Jamie Rappaport Clark, the head of the Washington, D.C.-based conservation group Defenders of Wildlife, plans to step down from her post next year, she announced Monday.
The announcement comes after a tumultuous few years for Clark and the nonprofit, including complaints by current and former employees — reported by POLITICO's E&E News — that Clark had established a “culture of fear” within the organization, where questioning leadership wasn’t tolerated and employees worried they might be fired without notice.
The group, whose mission is to protect wildlife and habitats, laid off staff earlier this year, citing the “economic and social climate.” The organization has also witnessed high staff turnover and an ongoing feud between management and an employee union that formed in 2021.
Clark, who has led the group for 12 years, will remain on the job while the organization’s board of directors conducts a search for her replacement, the group said in a statement.
“I have dedicated my career to conservation and believe at this point in my life that I can have a greater impact for wildlife by applying my passion, knowledge and expertise in a different way,” Clark said in a statement. “I look forward to focusing my time and energy more directly on pressing conservation challenges impacting imperiled species and important landscapes and helping foster the next generation of wildlife conservationists.”
Clark is a biologist by training who led the U.S. Fish and Wildlife Service during the Clinton Administration. She first joined Defenders of Wildlife in 2004 and was named president and CEO of the organization in 2011 when Rodger Schlickeisen retired from the role.
Mark Caylor, chair of the group’s board of directors, called Clark “an icon in the conservation movement” and said she will be “dearly missed.”
On her watch, the group said, Defenders launched a Center for Conservation Innovation while expanding its field presence to the Northwest, Southeast, Texas and New Mexico.
Clark has been among the highest-paid leaders of national environmental groups, according to an E&E News review of nonprofits’ tax filings. The group’s most recent publicly available tax filing shows that Clark earned $599,128 in 2021, a figure that included her salary, bonus and other benefits.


* [Work to complete] Nothing but the lines from the one showing "This screenshot has height=477, width=965." through the final line of the data below belongs in the answer, duplicated exactly and without pictures.

* [Given data]
##############################
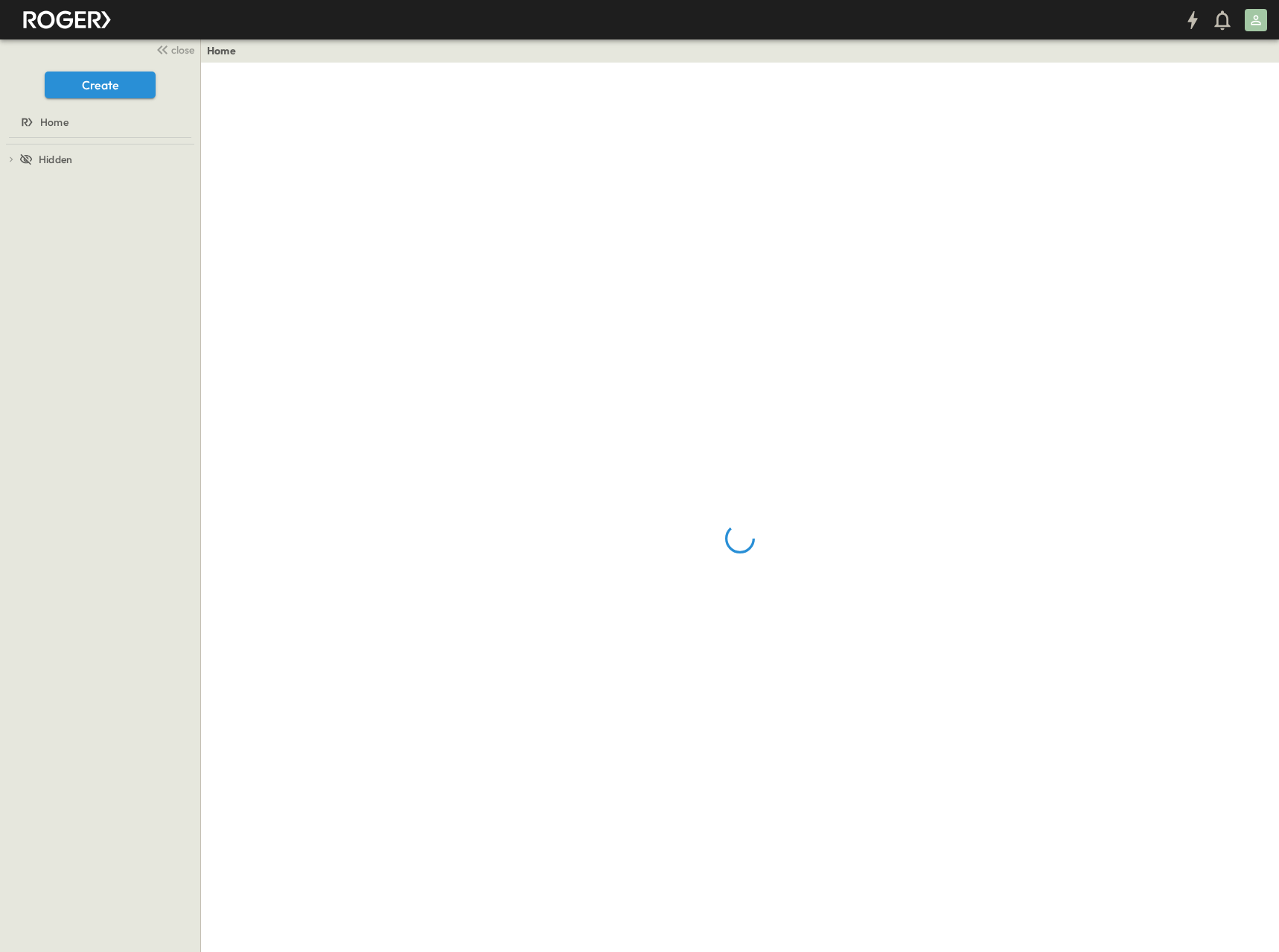  Describe the element at coordinates (173, 49) in the screenshot. I see `button: close` at that location.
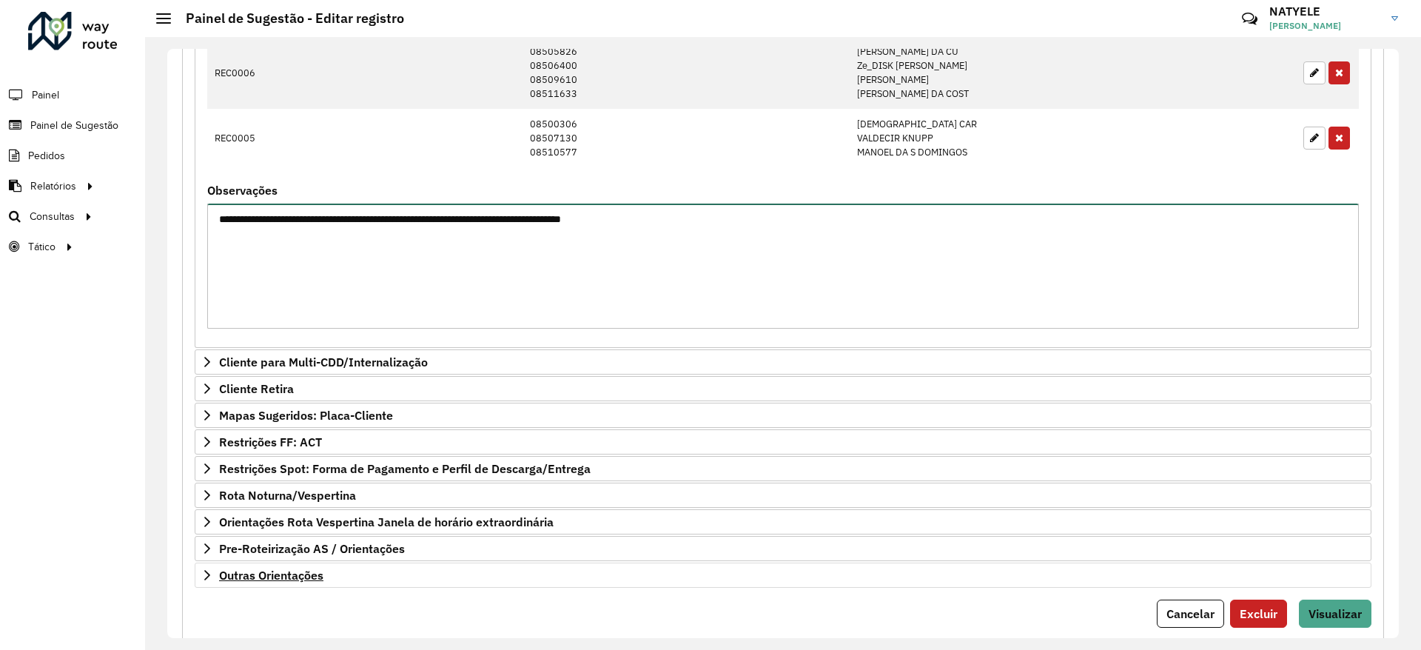  What do you see at coordinates (405, 469) in the screenshot?
I see `span: Restrições Spot: Forma de Pagamento e Perfil de Descarga/Entrega` at bounding box center [405, 469].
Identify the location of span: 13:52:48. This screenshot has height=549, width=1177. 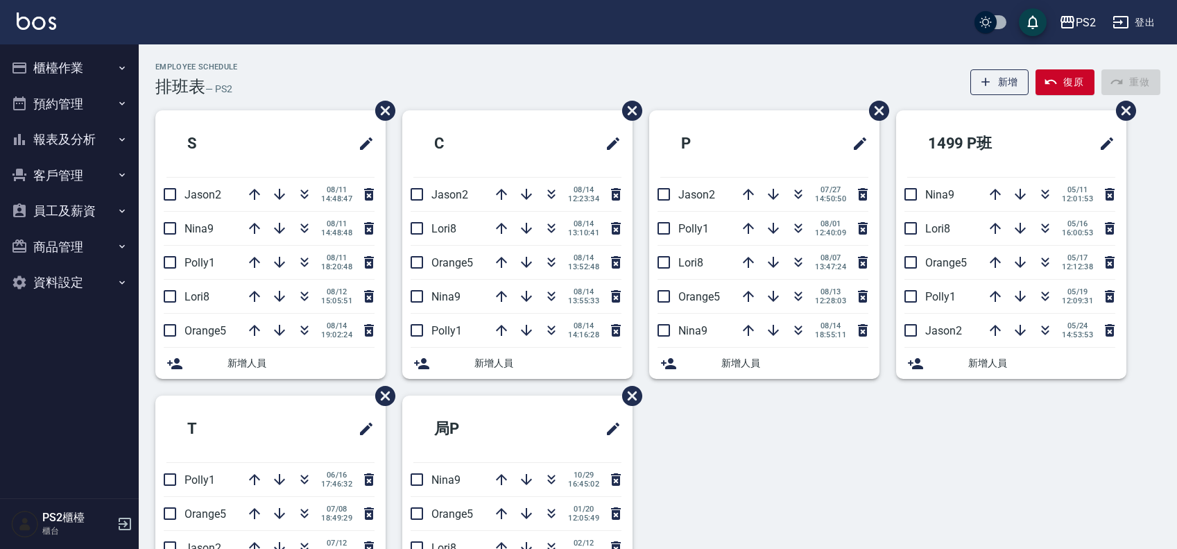
(583, 266).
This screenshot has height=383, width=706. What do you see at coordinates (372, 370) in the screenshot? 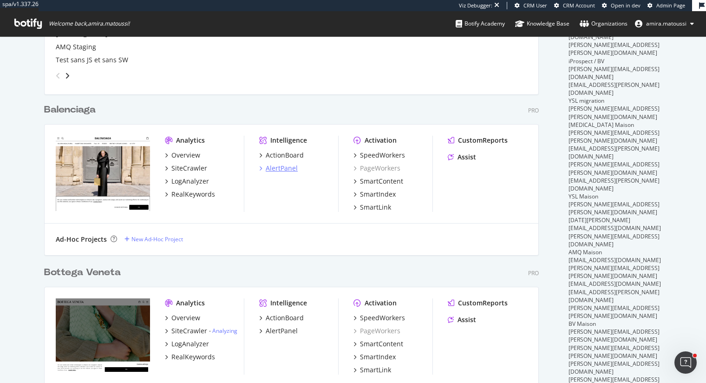
I see `a: SmartLink` at bounding box center [372, 370].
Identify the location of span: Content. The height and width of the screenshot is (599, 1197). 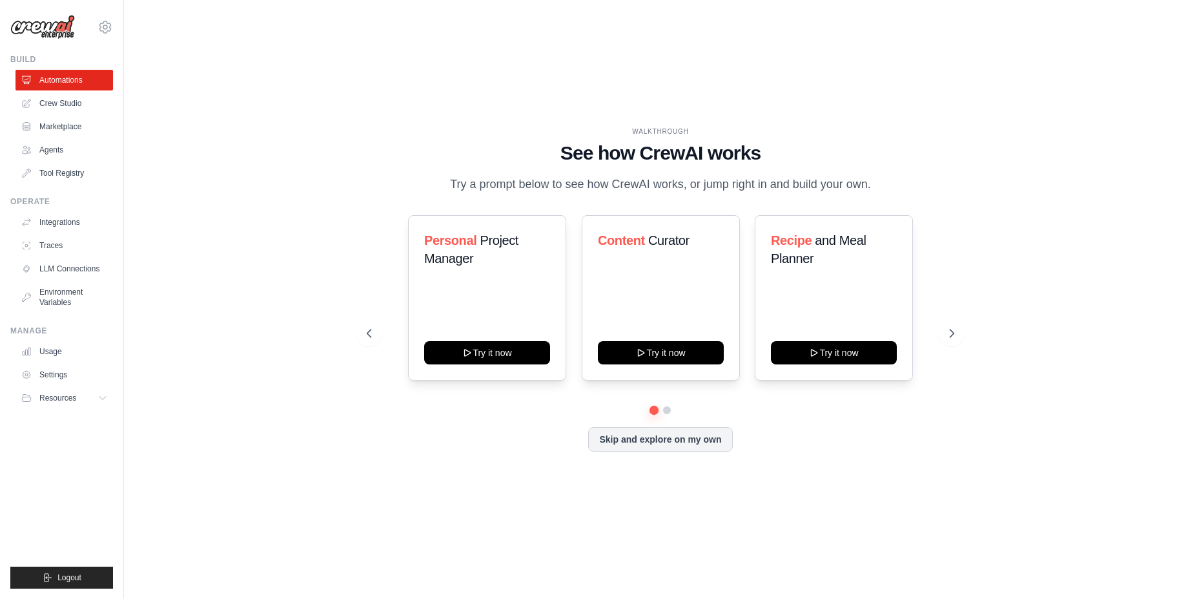
(621, 240).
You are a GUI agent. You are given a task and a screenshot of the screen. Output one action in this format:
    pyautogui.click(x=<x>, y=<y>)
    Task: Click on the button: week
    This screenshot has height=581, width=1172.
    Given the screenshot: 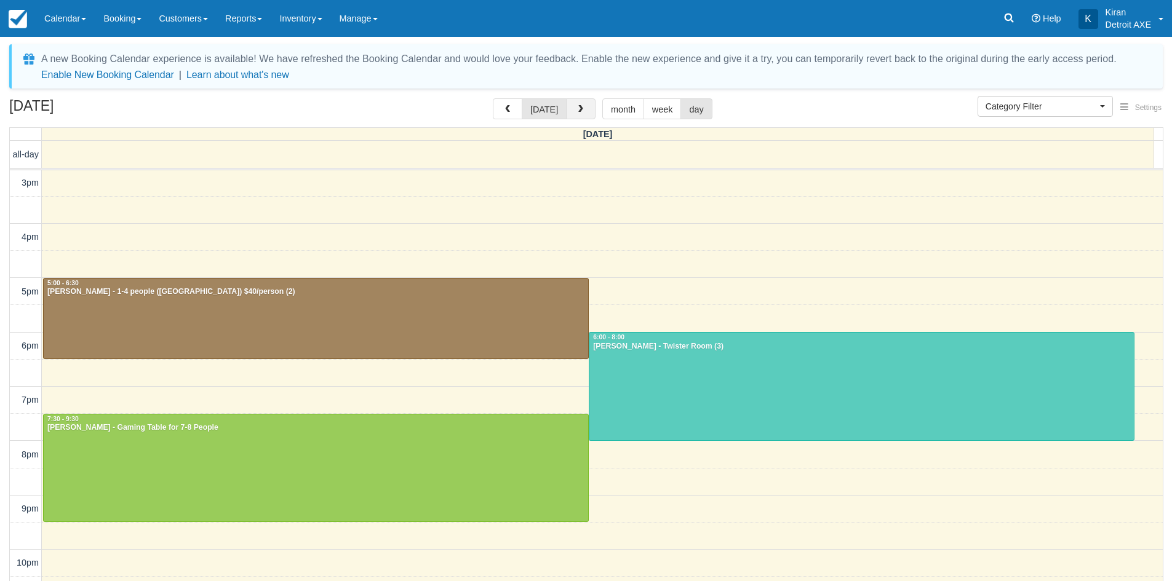 What is the action you would take?
    pyautogui.click(x=662, y=109)
    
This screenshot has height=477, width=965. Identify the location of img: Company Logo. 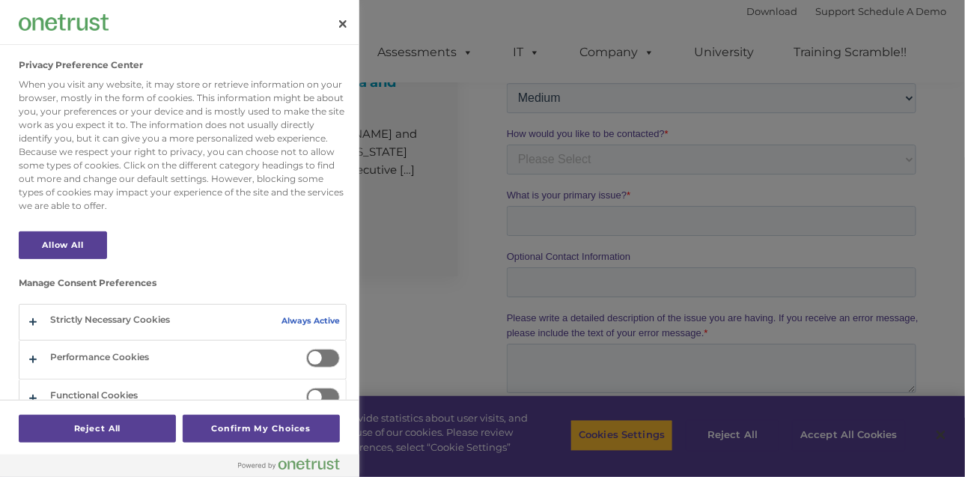
(64, 22).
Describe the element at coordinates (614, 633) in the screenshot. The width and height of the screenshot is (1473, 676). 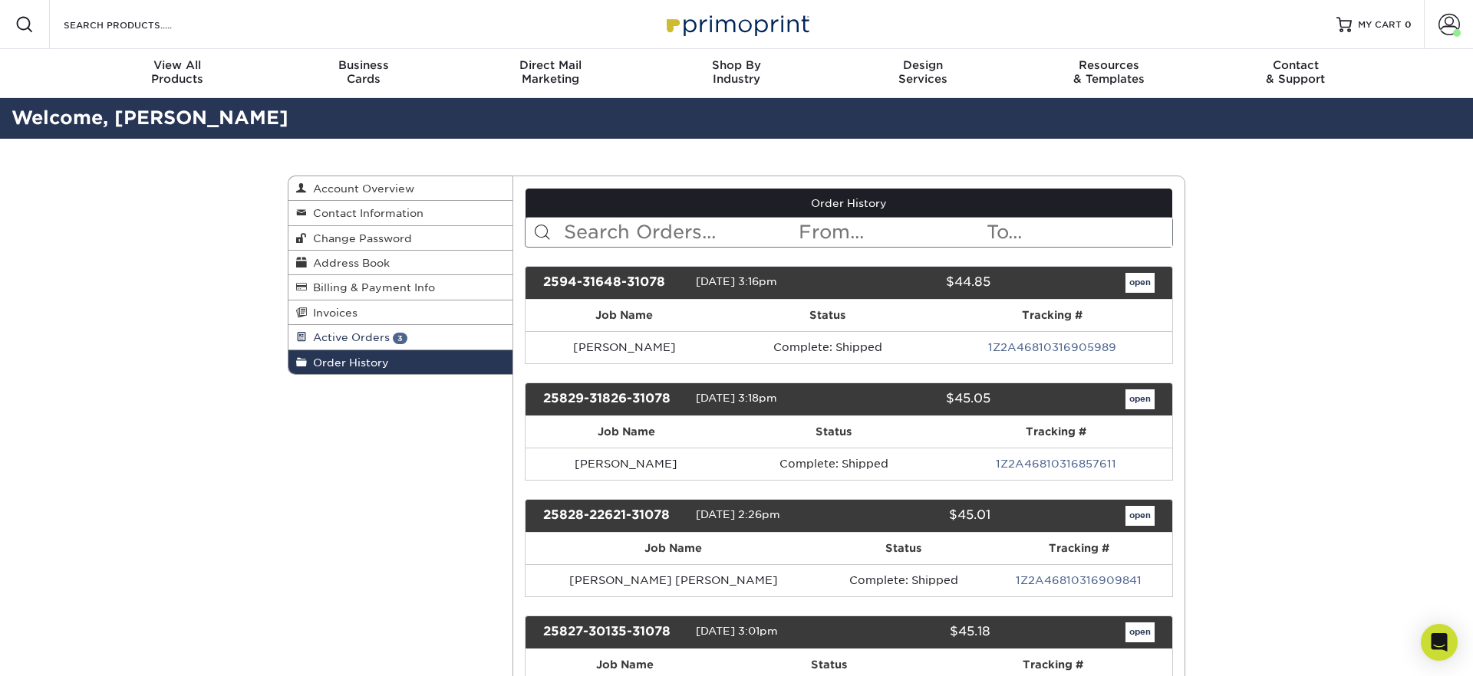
##############################
* [Exercise output]
This screenshot has height=477, width=965. Identify the location of img: Company Logo. 
(64, 22).
Describe the element at coordinates (614, 633) in the screenshot. The width and height of the screenshot is (1473, 676). 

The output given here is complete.